If we’re looking at it from a Rust angle anyway, I think there’s a second reason that OOP often becomes messy, but less so in Rust: Unlimited interior mutability. Rust’s borrow checker may be annoying at times, but it forces you to think about ownership and prevents you from stuffing statefulness where it shouldn’t be.
To be fair, that’s an issue in almost every imperative language and even some functional languages. Rust, C, and C++ are the only imperative languages I know of that make a serious effort to restrict mutability.
I also love this. I don’t why but gc languages feel so incomplete to me. I like to know where the data is that I have. In c/c++ I know if I am passing data or pointer, in rust I know if it’s a reference or the data itself. Idk, allows me to think better
Rust’s borrow checker may be annoying at times, but it forces you to think about ownership and prevents you from stuffing statefulness where it shouldn’t be.
Is there any reason an OO language couldn’t have a borrow checker? Sure, it would be wildly more complex to implement but I don’t see how it’s impossible.
OO languages typically use garbage collector. The main purpose of the borrow checker is to resolve the ambiguity of who is responsible for deallocating the data.
In GC languages, there’s usually no such ambiguity. The GC takes care of it.
I would argue that rust has a very strong OO feature set (it just lacks inheritance which is the worst OO feature IMO). It is not seen as an OOP language as it also has a very strong functional and procedural feature set as well and does not favor one over the other letting you code in any style that best fits the problem you have.
So I would not say OO and a borrow checker are impossible or even hard. What makes less sense is a GC and the borrow checker. Though there are some use cases for having a GC for a subset of a program.
That’s a take I can agree with. My experience is that composition solves much of what inheritance is intended to solve and ends up being a more maintainable solution a majority of the time.
Thanks. I hate it.
I’m going to spend this thread agreeing with Rust fans, and I hate that the most. (I love you all, really, but you’re fun to try to wind up.)
OOP sucks because Inheritance sucks. This person’s brief non-shitty experience doesn’t change that.
Languages built around OOP suck where they use inheritance instead of interfaces.
Inheritance is isn’t always a terrible choice. But it is a terrible choice often enough that we need to warn the next generation.
But also, when it is not a terrible choice for a problem it is often not the best choice or at the very least equally good as other options that work in vastly more cases.
ultra rare I’ve successfully inherited a concrete class, rarely an abstract one and 99% just impl an interface.
If we’re looking at it from a Rust angle anyway, I think there’s a second reason that OOP often becomes messy, but less so in Rust: Unlimited interior mutability. Rust’s borrow checker may be annoying at times, but it forces you to think about ownership and prevents you from stuffing statefulness where it shouldn’t be.
To be fair, that’s an issue in almost every imperative language and even some functional languages. Rust, C, and C++ are the only imperative languages I know of that make a serious effort to restrict mutability.

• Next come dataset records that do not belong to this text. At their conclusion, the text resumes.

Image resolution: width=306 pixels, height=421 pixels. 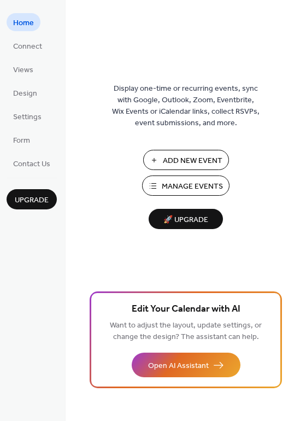 What do you see at coordinates (32, 199) in the screenshot?
I see `button: Upgrade` at bounding box center [32, 199].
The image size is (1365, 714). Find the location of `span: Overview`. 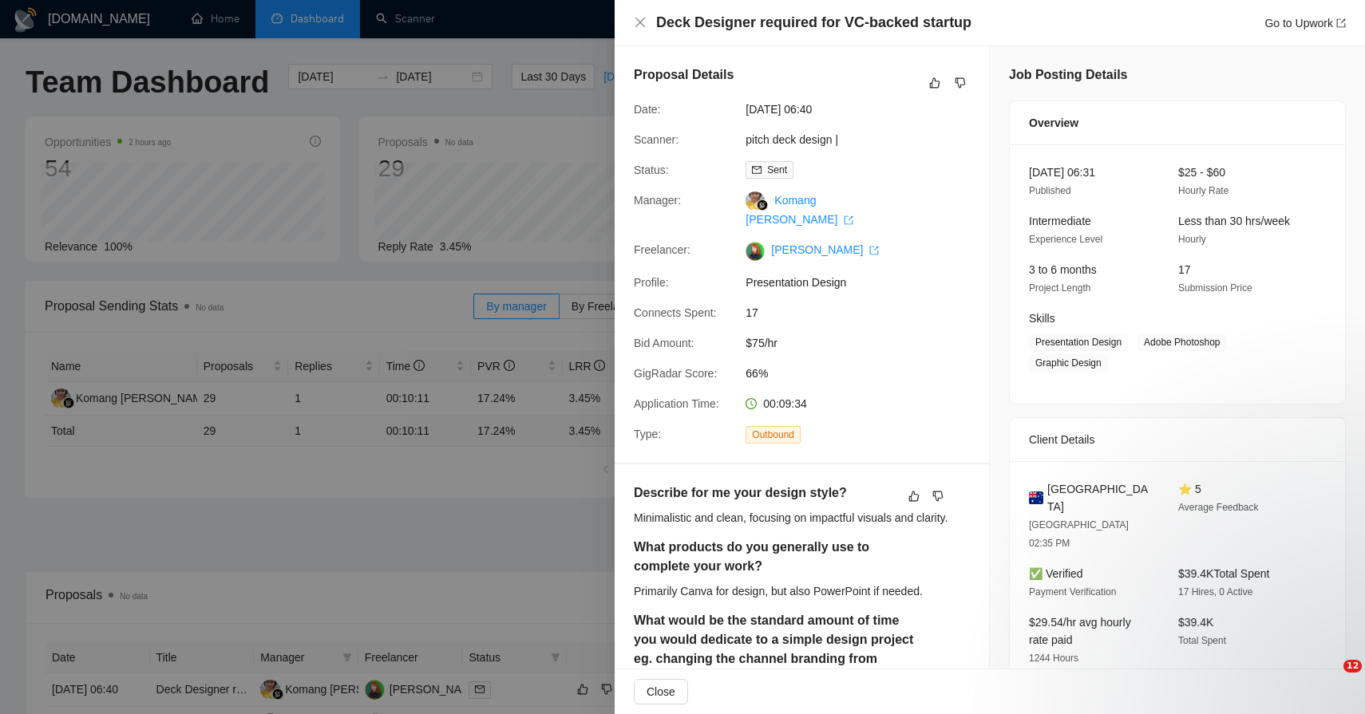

How do C and C++ try to restrict mutability?
const
I also love this. I don’t why but gc languages feel so incomplete to me. I like to know where the data is that I have. In c/c++ I know if I am passing data or pointer, in rust I know if it’s a reference or the data itself. Idk, allows me to think better
That does sound pretty cool.
Is there any reason an OO language couldn’t have a borrow checker? Sure, it would be wildly more complex to implement but I don’t see how it’s impossible.
OO languages typically use garbage collector. The main purpose of the borrow checker is to resolve the ambiguity of who is responsible for deallocating the data.
In GC languages, there’s usually no such ambiguity. The GC takes care of it.
I would argue that rust has a very strong OO feature set (it just lacks inheritance which is the worst OO feature IMO). It is not seen as an OOP language as it also has a very strong functional and procedural feature set as well and does not favor one over the other letting you code in any style that best fits the problem you have.
So I would not say OO and a borrow checker are impossible or even hard. What makes less sense is a GC and the borrow checker. Though there are some use cases for having a GC for a subset of a program.
That’s a take I can agree with. My experience is that composition solves much of what inheritance is intended to solve and ends up being a more maintainable solution a majority of the time.